The fly-ins themselves are a little bit funny. You might have 5 or 15 people in a room. Your audience might be with an elected for 15 minutes or a 22-year-old staffer for 45 minutes. The visitors have a wide array of issues, and the office reps have a varying level of interest and expertise. All that said, it is really valuable to hear what other people from our community care about and what info they bring to make their case. It is really great to get the tech industry perspective that KC Tech Council helps bring to the table.
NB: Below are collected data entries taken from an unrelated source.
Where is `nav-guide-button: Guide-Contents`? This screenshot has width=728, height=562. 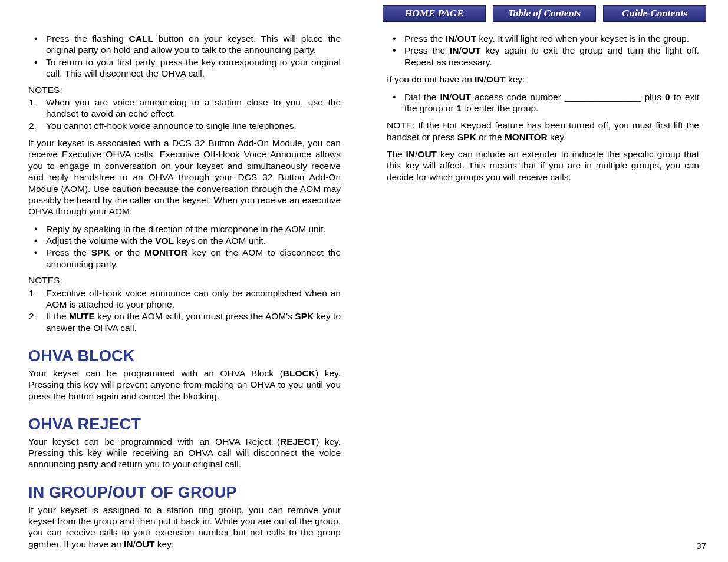
nav-guide-button: Guide-Contents is located at coordinates (654, 14).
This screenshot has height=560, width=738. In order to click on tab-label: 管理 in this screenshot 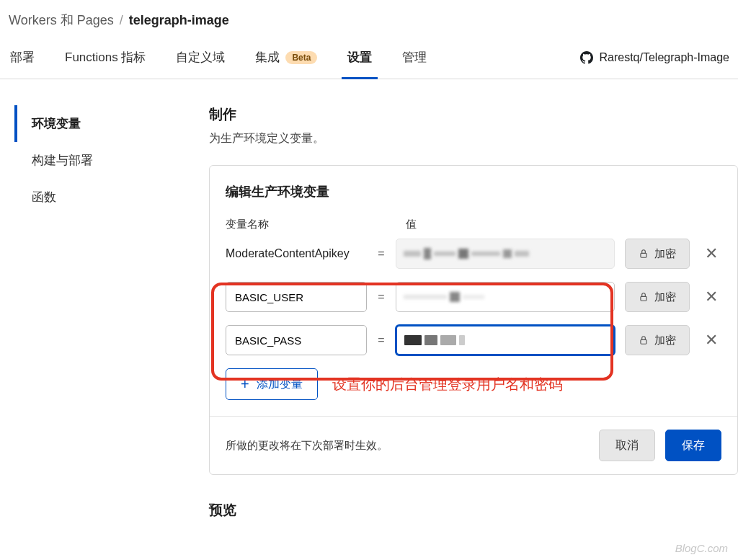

Finally, when I’m preparing to go into a congressional office is one of the few times I realize how many items from a federal legislative or policy standpoint are actually tied closely to our work. We don’t have a marker for our federal grants or a dedicated internal policy list, but here are just some of the issues that either impact our work or where our work offers particular boots-on-the-ground insight:
- BEAD non-deployment funds (and BEAD implementation more broadly)
- USF-reform, especially broadband affordability and an ACP replacement strategy
- Federal research and innovation funding of many types: Tech Hubs, Regional Innovation Engines, Build to Scale, SBIR/STTR
- The TechAccess: AI-Ready America network
- Crypto-related legislation like the Genius Act and Clarity Act
- National health data standards, especially in maternal and child health
- Standards work and global outreach on smart cities and digital rights
This list is fairly specific and ties directly to projects we’re working on; it supplements a longer regional tech policy portfolio that includes state/federal AI regulatory legislation, federal privacy policy, data center development and permitting reform, tech-related immigration policy, and many other elements.
We’re thinking about how to give some local perspective on some of these items, so if you are interested in this sort of info and have any thoughts on how you’d like to receive it, please feel free to share—we’re looking for input.